What are the real dropout numbers?
We have grown accustomed to hearing about the creative bookkeeping of corporate entities like Enron. Perhaps we need to get accustomed to imaginative data collection on the part of educational entities as well. Our own Washoe County School District has done some creative data reporting about dropout rates on their Web site.
The latest information posted on the WCSD site reports an overall dropout rate for high schools in 2001-2002 of 3.4 percent. At a time when similar-sized school districts with similar populations routinely report dropout rates in the 20-30 percent range, a 3.4 percent high school drop out rate is miraculous. But if it is a miracle, it’s a transparent one.
In the United States, “high school” is understood to be a four-year course of study that leads to a diploma. When schools report dropout rates, they do so within the framework of the standard four-year course of study.
Researchers who study the dropout problem determine how many students entered ninth grade in District X in a given September. Next, they examine records over the subsequent four years. Investigators look for documented transfers into and out of the district, transfers within the district, switching to home schooling, etc. They then determine how many students in that cohort graduated from 12th grade four years later.
The basic process is simple, but there are complicating factors. For example, each state or district has to decide whether students who completed the required number of credits in four years, but failed to graduate because they did not pass the proficiency test are counted as dropouts. Those kinds of questions can result in “messy” data, but the data are easy enough to keep clean if the system is consistent.
The WCSD reports on dropouts in a way that contributes to the data’s messiness. The figure the WCSD labels the “overall dropout rate” is actually the average dropout rate per year in a four-year process. By giving a snapshot of one-fourth of the data rather than reporting on the four-year program, the WCSD Web site misleads.
For example: One hundred couples marry in 1980. Five couples divorce in the fourth year and five more in the fifth year. In 1985, the overall divorce rate would have been reported as 10 percent, not 2 percent. It makes no sense to report average yearly divorce rates as “overall divorce rate” because marriage is understood as a lifelong commitment.
All taxpayers in Washoe County have a right to know what the actual high school dropout rate is in WCSD—meaning, how many kids start high school but don’t finish. It is misleading for the WCSD to claim that the "overall dropout rate" in 2001-2002 was 3.4 percent. The actual dropout rate in WCSD for any given four-year cadre is probably in the 20-30 percent range.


Work order -
Check every line of the data and copy the ones where "JSON" appears.

Task inputs -
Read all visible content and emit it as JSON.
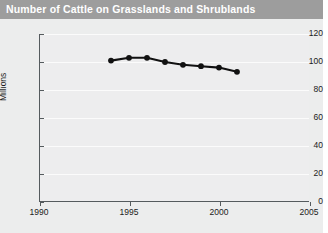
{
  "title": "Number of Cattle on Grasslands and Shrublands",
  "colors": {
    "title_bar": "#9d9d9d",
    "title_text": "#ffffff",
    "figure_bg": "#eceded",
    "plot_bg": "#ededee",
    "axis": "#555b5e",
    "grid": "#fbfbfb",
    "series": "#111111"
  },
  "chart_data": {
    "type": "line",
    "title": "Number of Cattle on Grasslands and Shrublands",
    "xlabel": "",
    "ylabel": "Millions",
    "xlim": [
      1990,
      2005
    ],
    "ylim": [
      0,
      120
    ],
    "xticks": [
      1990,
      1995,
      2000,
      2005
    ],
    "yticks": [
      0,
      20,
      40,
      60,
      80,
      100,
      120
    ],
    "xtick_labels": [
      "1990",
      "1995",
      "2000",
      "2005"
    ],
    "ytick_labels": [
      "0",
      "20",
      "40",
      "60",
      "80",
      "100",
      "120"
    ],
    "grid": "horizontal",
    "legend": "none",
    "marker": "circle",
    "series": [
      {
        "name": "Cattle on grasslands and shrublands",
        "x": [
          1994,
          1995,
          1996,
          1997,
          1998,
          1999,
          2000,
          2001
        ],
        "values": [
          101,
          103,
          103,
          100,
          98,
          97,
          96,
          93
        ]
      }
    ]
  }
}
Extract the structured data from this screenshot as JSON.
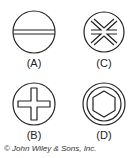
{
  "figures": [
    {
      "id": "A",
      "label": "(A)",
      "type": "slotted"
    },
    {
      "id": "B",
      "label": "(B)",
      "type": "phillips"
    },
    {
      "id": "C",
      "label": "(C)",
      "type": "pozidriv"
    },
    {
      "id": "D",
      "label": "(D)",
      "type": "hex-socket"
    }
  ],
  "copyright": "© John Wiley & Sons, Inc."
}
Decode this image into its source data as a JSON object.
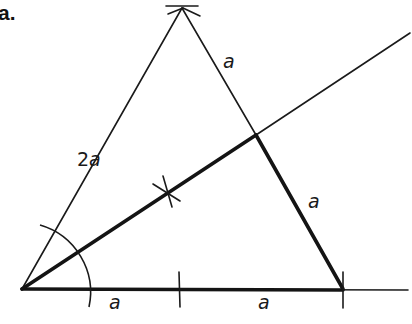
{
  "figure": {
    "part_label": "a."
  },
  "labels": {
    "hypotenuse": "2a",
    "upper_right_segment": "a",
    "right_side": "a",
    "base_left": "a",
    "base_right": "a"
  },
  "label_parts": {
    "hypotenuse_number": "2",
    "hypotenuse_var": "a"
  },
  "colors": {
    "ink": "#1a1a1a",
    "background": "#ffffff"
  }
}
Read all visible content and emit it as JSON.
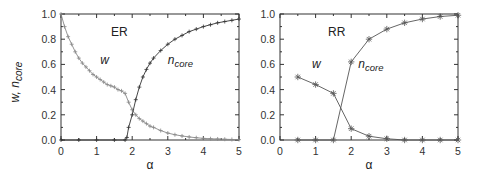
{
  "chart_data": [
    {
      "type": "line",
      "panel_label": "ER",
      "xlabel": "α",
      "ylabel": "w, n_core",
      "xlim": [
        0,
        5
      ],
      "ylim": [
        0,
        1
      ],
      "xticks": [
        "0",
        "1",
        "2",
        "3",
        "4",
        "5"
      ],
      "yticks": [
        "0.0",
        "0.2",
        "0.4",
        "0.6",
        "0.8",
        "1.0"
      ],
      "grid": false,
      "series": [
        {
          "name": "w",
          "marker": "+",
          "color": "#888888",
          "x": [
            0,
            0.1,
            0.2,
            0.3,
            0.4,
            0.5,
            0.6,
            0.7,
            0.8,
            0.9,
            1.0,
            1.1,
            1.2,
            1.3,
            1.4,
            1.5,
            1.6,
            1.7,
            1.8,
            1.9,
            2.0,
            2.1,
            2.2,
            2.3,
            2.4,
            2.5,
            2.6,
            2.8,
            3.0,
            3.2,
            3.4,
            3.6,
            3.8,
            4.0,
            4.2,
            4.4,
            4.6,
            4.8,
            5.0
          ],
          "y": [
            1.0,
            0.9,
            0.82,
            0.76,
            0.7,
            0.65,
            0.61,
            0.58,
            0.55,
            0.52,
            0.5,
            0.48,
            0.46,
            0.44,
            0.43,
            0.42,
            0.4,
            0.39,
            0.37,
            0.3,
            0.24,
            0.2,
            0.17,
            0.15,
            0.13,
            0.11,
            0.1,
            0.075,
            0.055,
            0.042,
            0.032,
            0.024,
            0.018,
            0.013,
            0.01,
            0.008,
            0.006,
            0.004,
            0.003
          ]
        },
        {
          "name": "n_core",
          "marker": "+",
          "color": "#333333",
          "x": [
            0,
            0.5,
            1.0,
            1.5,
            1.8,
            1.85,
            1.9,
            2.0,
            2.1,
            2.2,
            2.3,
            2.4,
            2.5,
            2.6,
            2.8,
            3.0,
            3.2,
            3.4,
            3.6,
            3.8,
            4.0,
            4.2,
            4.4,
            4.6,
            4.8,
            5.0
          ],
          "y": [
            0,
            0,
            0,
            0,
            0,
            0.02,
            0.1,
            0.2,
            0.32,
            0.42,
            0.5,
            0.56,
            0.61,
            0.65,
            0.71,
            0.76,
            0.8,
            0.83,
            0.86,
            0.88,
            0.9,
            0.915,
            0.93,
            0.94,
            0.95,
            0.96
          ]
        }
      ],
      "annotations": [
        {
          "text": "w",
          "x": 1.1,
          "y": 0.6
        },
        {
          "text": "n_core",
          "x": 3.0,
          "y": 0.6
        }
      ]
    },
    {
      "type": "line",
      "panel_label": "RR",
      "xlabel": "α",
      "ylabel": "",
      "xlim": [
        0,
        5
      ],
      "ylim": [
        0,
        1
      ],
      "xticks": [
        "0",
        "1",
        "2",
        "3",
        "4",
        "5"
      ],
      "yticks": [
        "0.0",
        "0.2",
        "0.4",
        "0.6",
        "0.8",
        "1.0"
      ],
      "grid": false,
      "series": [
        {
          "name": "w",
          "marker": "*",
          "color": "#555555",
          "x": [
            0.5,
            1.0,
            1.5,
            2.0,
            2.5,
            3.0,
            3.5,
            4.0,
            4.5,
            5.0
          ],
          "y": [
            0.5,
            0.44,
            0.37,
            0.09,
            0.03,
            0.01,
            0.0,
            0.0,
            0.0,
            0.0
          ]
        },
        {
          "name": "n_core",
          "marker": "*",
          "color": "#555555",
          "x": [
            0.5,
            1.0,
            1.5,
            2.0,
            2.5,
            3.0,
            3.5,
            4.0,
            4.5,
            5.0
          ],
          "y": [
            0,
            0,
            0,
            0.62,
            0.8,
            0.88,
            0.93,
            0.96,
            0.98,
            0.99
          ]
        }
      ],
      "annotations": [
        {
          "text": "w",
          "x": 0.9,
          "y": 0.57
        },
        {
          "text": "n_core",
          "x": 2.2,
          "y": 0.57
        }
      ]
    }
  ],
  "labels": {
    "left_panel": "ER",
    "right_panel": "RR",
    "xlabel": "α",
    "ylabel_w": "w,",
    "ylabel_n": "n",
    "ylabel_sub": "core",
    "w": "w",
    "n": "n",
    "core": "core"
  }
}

Response area -
Read all visible content and emit it as JSON.
Extract the structured data from this screenshot as JSON.
Decode this image into its source data as a JSON object.
Read all visible content and emit it as JSON.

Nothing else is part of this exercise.